In the 12th century, around Melrose, the Cistercians implemented new farming techniques and marketed Melrose wool throughout the great trading ports across northern Europe. A town slowly grew up around the abbey. During a time of famine four thousand starving people were fed by the monastery for three months.
The monastery had 100 monks, exclusive of the abbot and dignitaries. The privileges and possessions of the abbey were very extensive. Its founder David endowed it with the lands of Melrose, Eildon, and other places; and the right of fishery on the River Tweed. Succeeding monarchs increased its property. The house was famed for its wealth, for many of its abbots were men of distinction and honour. Waltheof of Melrose, stepson of King David and at one time prior of Kirkham, was abbot of Melrose from 1148-1159. He endowed Melrose with a reputation for sanctity and learning which placed it on a par with houses such as Fountains and Rievaulx and made it the premier abbey in Scotland. The tomb of St. Waltheof, in the chapter house, later became the focus of pilgrimage.

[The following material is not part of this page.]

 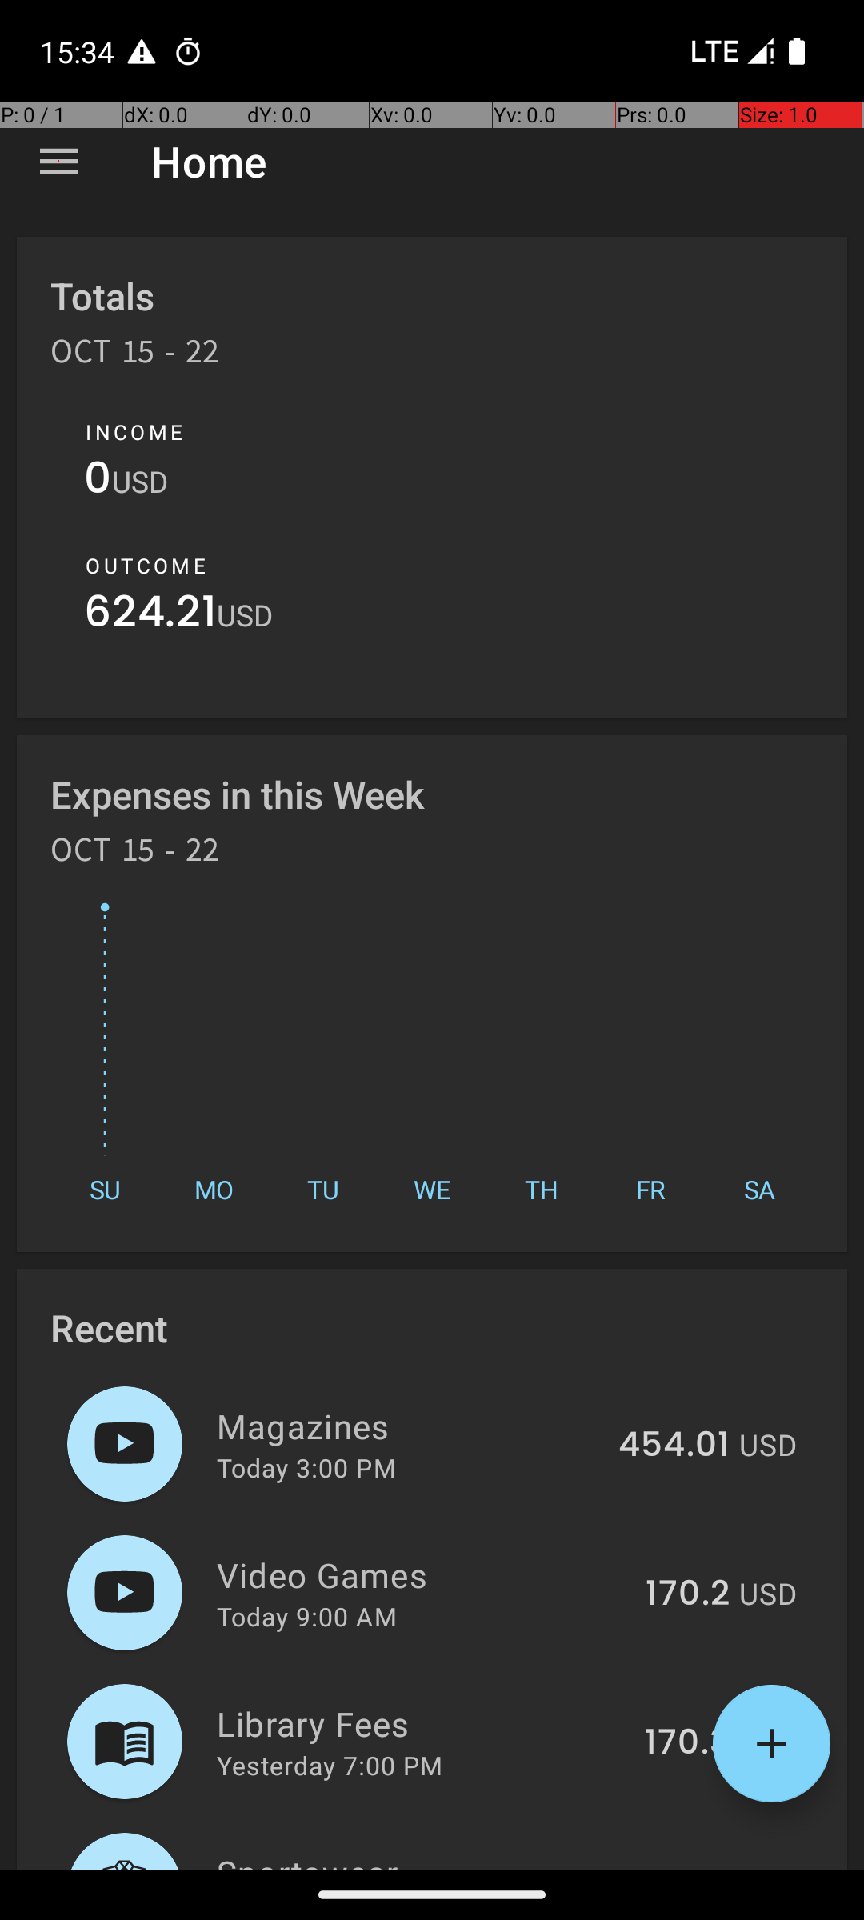 What do you see at coordinates (150, 616) in the screenshot?
I see `624.21` at bounding box center [150, 616].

One of the earliest accounts of the settlement reached at Runnymede is found in the Chronicle of Melrose Abbey. Melrose was located on one of the main roads running from Edinburgh to the south making it particularly vulnerable to attack. In 1322, the town was attacked by the army of Edward II, and much of the abbey was destroyed. It was rebuilt by order of King Robert the Bruce, with Sir James Douglas being principal auditor of finance for the project. In 1385, the abbey was burned by the army of Richard II of England, “partly because of support for the Avignon Pope Clement VII” he forced the army of Robert II of Scotland back to Edinburgh. It was rebuilt over a period of about 100 years—construction was still unfinished when James IV visited in 1504.

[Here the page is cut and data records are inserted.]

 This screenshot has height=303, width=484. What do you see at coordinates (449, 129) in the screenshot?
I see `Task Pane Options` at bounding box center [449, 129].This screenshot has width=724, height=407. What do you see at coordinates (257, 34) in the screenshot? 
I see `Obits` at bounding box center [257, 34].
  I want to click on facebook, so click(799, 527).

From 1541, the abbacy was held by a series of commendators. In 1544, as English armies raged across Scotland in an effort to force the Scots to allow the infant Mary, Queen of Scots to marry the son of Henry VIII, the abbey was again badly damaged and was never fully repaired. This led to its decline as a working monastery. The last abbot was James Stuart (the illegitimate son of James V), who died in 1559. In 1590, Melrose’s last monk died.
The abbey withstood one final assault, and some of its walls still show the marks of cannon fire after having been bombarded by Oliver Cromwell‘s troops during the English Civil War. In 1618, a portion of the abbey’s church was converted into a parish church for the surrounding town. A plain vault was inserted into the crossing, removing the original ribbed vaulting in the central section. It was used until 1810 when a new church was erected in the town. In 1812, a stone coffin was exhumed from the aisle in the abbey’s south chancel. Some speculated the remains were those of Michael Scot, the philosopher and “wizard.”

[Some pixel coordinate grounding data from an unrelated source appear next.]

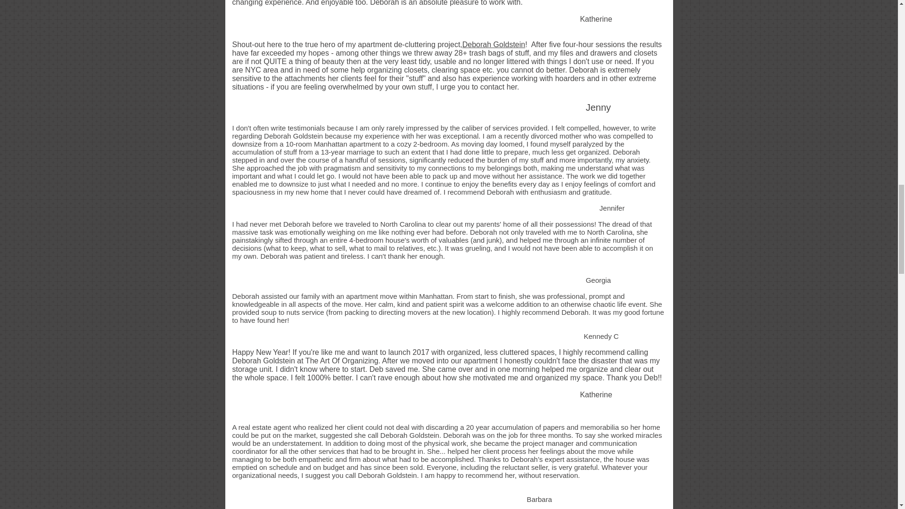 Image resolution: width=905 pixels, height=509 pixels. Describe the element at coordinates (494, 44) in the screenshot. I see `Deborah Goldstein` at that location.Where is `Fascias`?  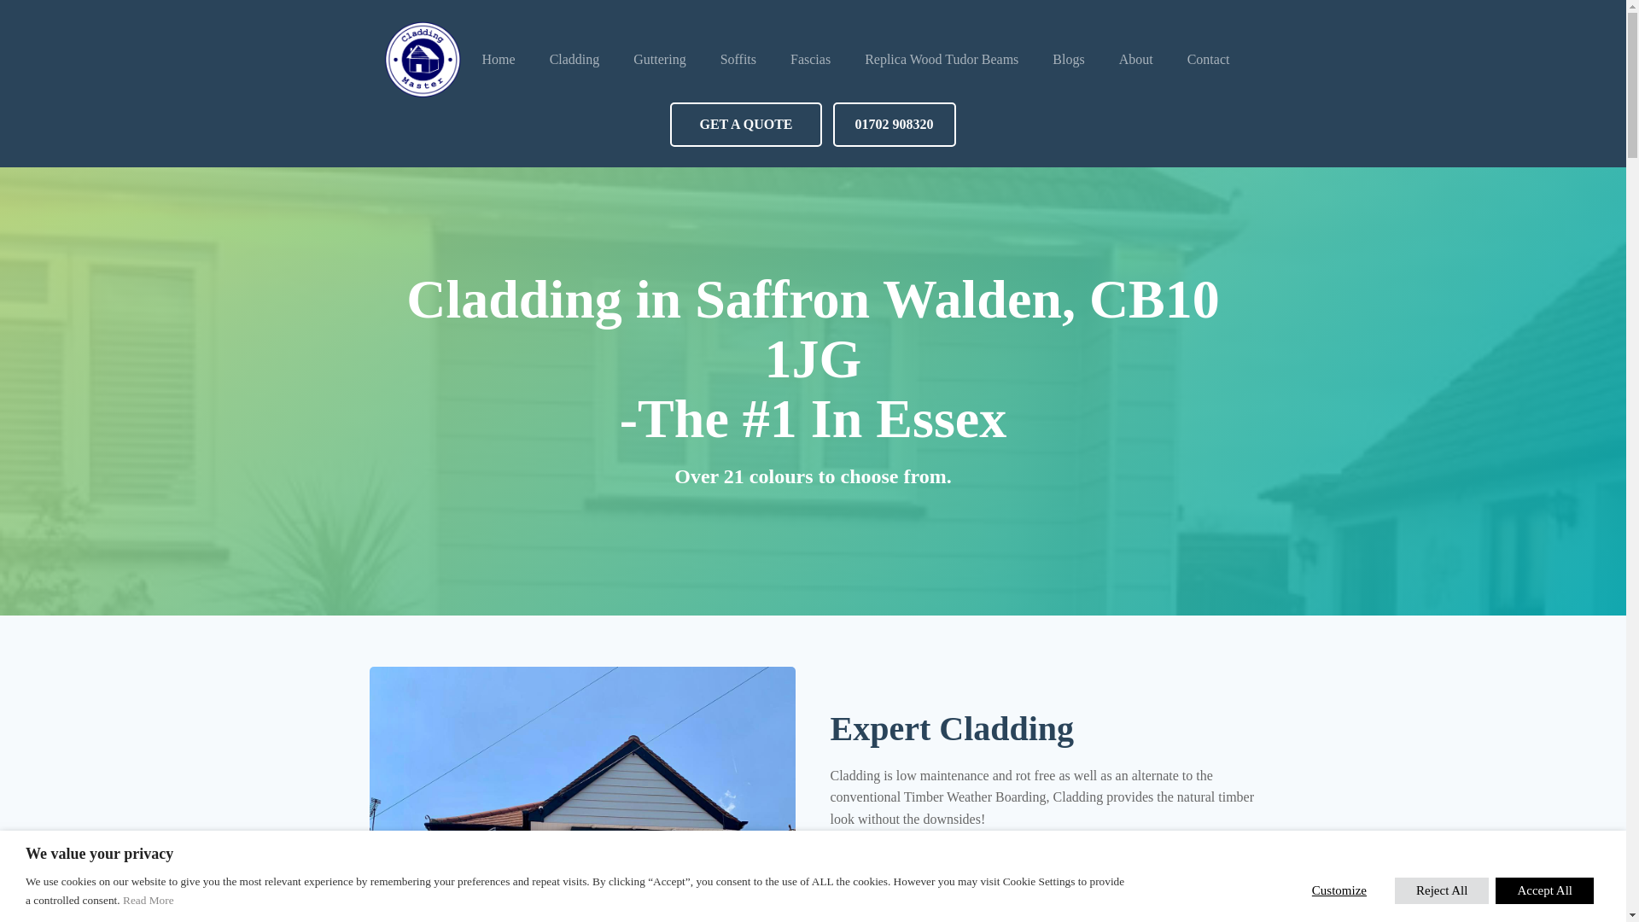
Fascias is located at coordinates (810, 60).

At the beginning of the nineteenth century, Sir Walter Scott was appointed Sheriff-Depute of Roxburghshire. In 1822, with the financial assistance of the Duke of Buccleuch, Sir Walter supervised the extensive repair work that was to preserve the ruins. In 1918, the duke gave the ruins to the state, by which time the abbey had undergone further restoration and repair. It is now in the care of Historic Environment Scotland.